I save and load pytorch state_dict file and then evaluate and retrain the model. That works.
torch.save(net.state_dict(), path)
net.load_state_dict(torch.load(path))
However, when I modify the state_dict file (manually changing the values) after loading it and evaluating it, I receive the error:
RuntimeError: a leaf Variable that requires grad has been used in an in-place operation.
How to safely modify the state_dict and then retrain it without the error?
Related
I have created a Pytorch object from the class Sequential (see official page).
As they suggest, I am saving it using the command torch.save(model.state_dict(), PATH).
It seems that everything has worked fine, since when I use torch.load(PATH) in another file I get
an ordered Dict like
'0.weight': tensor([[ 0.1202, ...]]) ,
'0.bias': tensor([ 0.1422, ...]) ,
...
with all the shapes of the tensors being correct. However, when doing
model = Sequential()
model.load_state_dict(torch.load(PATH))
I get the error
RuntimeError: Error(s) in loading state_dict for Sequential:
Unexpected key(s) in state_dict: "0.weight", "0.bias", "2.weight", "2.bias", "4.weight", "4.bias".
When trying to load, the model you are trying to load into (model) is an empty Sequential object with no layers. On the other hand, looking at the error message, the state dictionary of the model you are trying to load from indicates that it has at least five layers, with the first, third, and fifth layers containing a weight and bias parameter. This is a mismatch since the corresponding layers and parameters do not exist in model.
To fix this, model should have the same architecture as the saved model you are trying to load. Since you say you saved the original model yourself, use an identical initialization step when creating model.
I am struggling with restoring a keras model from a .pb file. I have seen a couple of posts explaining how to do inference using a model saved in .pb format, but what I need is to load the weights into a keras.Model class.
I have a function that returns an instance of the said original model, but untrained. I want to restore the weights of that model from the .pb file. My goal is to then truncate the model and use the truncated model for other purposes.
So far the furthest I've gotten is using the tf.saved_model.load(session, ['serving'], export_dir) function to get a tensorflow.core.protobuf.meta_graph_pb2.MetaGraphDef object. From here I can access the graph_def attribute, and from there the nodes.
How can I go from that to getting the weights and then loading those into the instance of the untrained keras Model?
Maybe if that's not doable there is a way to "truncate" the graph_def somehow and then make inference using that?
I am using model.save("cnn.model") and model.save("cnn.h5") to save the model after training.
What is the difference of the saving the model in 2 different extensions?
File name, which includes the extension, doesn't matter. Whatever it is, Keras will save a HDF5 formatted model into that file.
Doc: How can I save a Keras model?
You can use model.save(filepath) to save a Keras model into a single
HDF5 file which will contain:
the architecture of the model, allowing to re-create the model
the weights of the model
the training configuration (loss, optimizer)
the state of the optimizer, allowing to resume training exactly where you left off.
I trained and saved a keras model in json format and saved the weights in h5 format. The only issue is that each time I run predict, I get different results. There is no randomness when loading the data, I simply load the data (without shuffling), load the keras model and weights, and then run predict. I don't run the compile command, since it's not needed. Something I was wondering is if the dropout layers I added to the model contribute to this, but I read that they are automatically disabled for prediction/evaluation stages. Any ideas on why this might be happening?
I want to change weights in a certain kernels in a my saved CNN model. How can I change the values in specific kernels and save to a new model?
You can torch.load the weights you saved. You should get a state_dict dictionary in which the weights are stored. Use the state_dict keys to locate the weights you wish to change, modify them and then torch.save the modified state_dict (better use different filename ;).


> Work instructions
Print out each entry below in full, exactly as given, excluding pictures.

★ ★ ★ ★

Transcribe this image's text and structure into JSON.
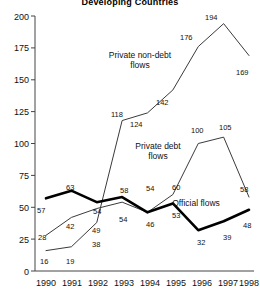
{
  "chart_data": {
    "type": "line",
    "title": "Developing Countries",
    "xlabel": "",
    "ylabel": "",
    "x": [
      "1990",
      "1991",
      "1992",
      "1993",
      "1994",
      "1995",
      "1996",
      "1997",
      "1998"
    ],
    "categories": [
      "1990",
      "1991",
      "1992",
      "1993",
      "1994",
      "1995",
      "1996",
      "1997",
      "1998"
    ],
    "ylim": [
      0,
      200
    ],
    "yticks": [
      0,
      25,
      50,
      75,
      100,
      125,
      150,
      175,
      200
    ],
    "ytick_labels": [
      "0",
      "25",
      "50",
      "75",
      "100",
      "125",
      "150",
      "175",
      "200"
    ],
    "grid": false,
    "legend_position": "inline-annotations",
    "series": [
      {
        "name": "Private non-debt flows",
        "style": "thin",
        "values": [
          16,
          19,
          38,
          118,
          124,
          142,
          176,
          194,
          169
        ],
        "point_labels": [
          "16",
          "19",
          "38",
          "118",
          "124",
          "142",
          "176",
          "194",
          "169"
        ]
      },
      {
        "name": "Private debt flows",
        "style": "thin",
        "values": [
          28,
          42,
          49,
          54,
          46,
          60,
          100,
          105,
          58
        ],
        "point_labels": [
          "28",
          "42",
          "49",
          "54",
          "46",
          "60",
          "100",
          "105",
          "58"
        ]
      },
      {
        "name": "Official flows",
        "style": "bold",
        "values": [
          57,
          63,
          54,
          58,
          46,
          53,
          32,
          39,
          48
        ],
        "point_labels": [
          "57",
          "63",
          "54",
          "58",
          "54",
          "53",
          "32",
          "39",
          "48"
        ]
      }
    ],
    "annotations": [
      {
        "text": "Private non-debt",
        "x": 140,
        "y": 58
      },
      {
        "text": "flows",
        "x": 140,
        "y": 68
      },
      {
        "text": "Private debt",
        "x": 157,
        "y": 148
      },
      {
        "text": "flows",
        "x": 157,
        "y": 158
      },
      {
        "text": "Official flows",
        "x": 200,
        "y": 205
      }
    ]
  },
  "axis": {
    "y_labels": [
      "200",
      "175",
      "150",
      "125",
      "100",
      "75",
      "50",
      "25",
      "0"
    ],
    "x_labels": [
      "1990",
      "1991",
      "1992",
      "1993",
      "1994",
      "1995",
      "1996",
      "1997",
      "1998"
    ]
  },
  "labels": {
    "private_non_debt_line1": "Private non-debt",
    "private_non_debt_line2": "flows",
    "private_debt_line1": "Private debt",
    "private_debt_line2": "flows",
    "official": "Official flows"
  },
  "point_text": {
    "nd": [
      "16",
      "19",
      "38",
      "118",
      "124",
      "142",
      "176",
      "194",
      "169"
    ],
    "pd": [
      "28",
      "42",
      "49",
      "54",
      "46",
      "60",
      "100",
      "105",
      "58"
    ],
    "of": [
      "57",
      "63",
      "54",
      "58",
      "54",
      "53",
      "32",
      "39",
      "48"
    ]
  }
}
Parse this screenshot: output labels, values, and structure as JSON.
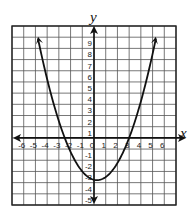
{
  "chart_data": {
    "type": "line",
    "title": "",
    "xlabel": "x",
    "ylabel": "y",
    "xlim": [
      -7,
      7
    ],
    "ylim": [
      -6,
      10
    ],
    "grid": true,
    "x_tick_labels": [
      "-6",
      "-5",
      "-4",
      "-3",
      "-2",
      "-1",
      "0",
      "1",
      "2",
      "3",
      "4",
      "5",
      "6"
    ],
    "y_tick_labels": [
      "9",
      "8",
      "7",
      "6",
      "5",
      "4",
      "3",
      "2",
      "1",
      "-1",
      "-2",
      "-3",
      "-4",
      "-5"
    ],
    "series": [
      {
        "name": "parabola",
        "equation": "y = (x + 2.5)(x - 3) / 2",
        "x_intercepts": [
          -2.5,
          3
        ],
        "vertex": [
          0.25,
          -3.78
        ],
        "x": [
          -4.8,
          -4,
          -3,
          -2.5,
          -2,
          -1,
          0,
          0.25,
          1,
          2,
          3,
          4,
          5,
          5.3
        ],
        "values": [
          9.0,
          6.75,
          3.0,
          0.0,
          -2.5,
          -5.25,
          -3.75,
          -3.78,
          -3.5,
          -2.25,
          0.0,
          3.25,
          7.5,
          9.0
        ],
        "arrows": "both ends"
      }
    ],
    "colors": {
      "grid": "#555555",
      "axes": "#111111",
      "curve": "#111111",
      "background": "#ffffff"
    }
  }
}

★ ★ ★ ★

> Written answer
Transcribe this image's text and structure into JSON.
{
  "chart_data": {
    "type": "line",
    "title": "Developing Countries",
    "xlabel": "",
    "ylabel": "",
    "x": [
      "1990",
      "1991",
      "1992",
      "1993",
      "1994",
      "1995",
      "1996",
      "1997",
      "1998"
    ],
    "categories": [
      "1990",
      "1991",
      "1992",
      "1993",
      "1994",
      "1995",
      "1996",
      "1997",
      "1998"
    ],
    "ylim": [
      0,
      200
    ],
    "yticks": [
      0,
      25,
      50,
      75,
      100,
      125,
      150,
      175,
      200
    ],
    "ytick_labels": [
      "0",
      "25",
      "50",
      "75",
      "100",
      "125",
      "150",
      "175",
      "200"
    ],
    "grid": false,
    "legend_position": "inline-annotations",
    "series": [
      {
        "name": "Private non-debt flows",
        "style": "thin",
        "values": [
          16,
          19,
          38,
          118,
          124,
          142,
          176,
          194,
          169
        ],
        "point_labels": [
          "16",
          "19",
          "38",
          "118",
          "124",
          "142",
          "176",
          "194",
          "169"
        ]
      },
      {
        "name": "Private debt flows",
        "style": "thin",
        "values": [
          28,
          42,
          49,
          54,
          46,
          60,
          100,
          105,
          58
        ],
        "point_labels": [
          "28",
          "42",
          "49",
          "54",
          "46",
          "60",
          "100",
          "105",
          "58"
        ]
      },
      {
        "name": "Official flows",
        "style": "bold",
        "values": [
          57,
          63,
          54,
          58,
          46,
          53,
          32,
          39,
          48
        ],
        "point_labels": [
          "57",
          "63",
          "54",
          "58",
          "54",
          "53",
          "32",
          "39",
          "48"
        ]
      }
    ],
    "annotations": [
      {
        "text": "Private non-debt",
        "x": 140,
        "y": 58
      },
      {
        "text": "flows",
        "x": 140,
        "y": 68
      },
      {
        "text": "Private debt",
        "x": 157,
        "y": 148
      },
      {
        "text": "flows",
        "x": 157,
        "y": 158
      },
      {
        "text": "Official flows",
        "x": 200,
        "y": 205
      }
    ]
  },
  "axis": {
    "y_labels": [
      "200",
      "175",
      "150",
      "125",
      "100",
      "75",
      "50",
      "25",
      "0"
    ],
    "x_labels": [
      "1990",
      "1991",
      "1992",
      "1993",
      "1994",
      "1995",
      "1996",
      "1997",
      "1998"
    ]
  },
  "labels": {
    "private_non_debt_line1": "Private non-debt",
    "private_non_debt_line2": "flows",
    "private_debt_line1": "Private debt",
    "private_debt_line2": "flows",
    "official": "Official flows"
  },
  "point_text": {
    "nd": [
      "16",
      "19",
      "38",
      "118",
      "124",
      "142",
      "176",
      "194",
      "169"
    ],
    "pd": [
      "28",
      "42",
      "49",
      "54",
      "46",
      "60",
      "100",
      "105",
      "58"
    ],
    "of": [
      "57",
      "63",
      "54",
      "58",
      "54",
      "53",
      "32",
      "39",
      "48"
    ]
  }
}
Parse this screenshot: output labels, values, and structure as JSON.
{
  "chart_data": {
    "type": "line",
    "title": "",
    "xlabel": "x",
    "ylabel": "y",
    "xlim": [
      -7,
      7
    ],
    "ylim": [
      -6,
      10
    ],
    "grid": true,
    "x_tick_labels": [
      "-6",
      "-5",
      "-4",
      "-3",
      "-2",
      "-1",
      "0",
      "1",
      "2",
      "3",
      "4",
      "5",
      "6"
    ],
    "y_tick_labels": [
      "9",
      "8",
      "7",
      "6",
      "5",
      "4",
      "3",
      "2",
      "1",
      "-1",
      "-2",
      "-3",
      "-4",
      "-5"
    ],
    "series": [
      {
        "name": "parabola",
        "equation": "y = (x + 2.5)(x - 3) / 2",
        "x_intercepts": [
          -2.5,
          3
        ],
        "vertex": [
          0.25,
          -3.78
        ],
        "x": [
          -4.8,
          -4,
          -3,
          -2.5,
          -2,
          -1,
          0,
          0.25,
          1,
          2,
          3,
          4,
          5,
          5.3
        ],
        "values": [
          9.0,
          6.75,
          3.0,
          0.0,
          -2.5,
          -5.25,
          -3.75,
          -3.78,
          -3.5,
          -2.25,
          0.0,
          3.25,
          7.5,
          9.0
        ],
        "arrows": "both ends"
      }
    ],
    "colors": {
      "grid": "#555555",
      "axes": "#111111",
      "curve": "#111111",
      "background": "#ffffff"
    }
  }
}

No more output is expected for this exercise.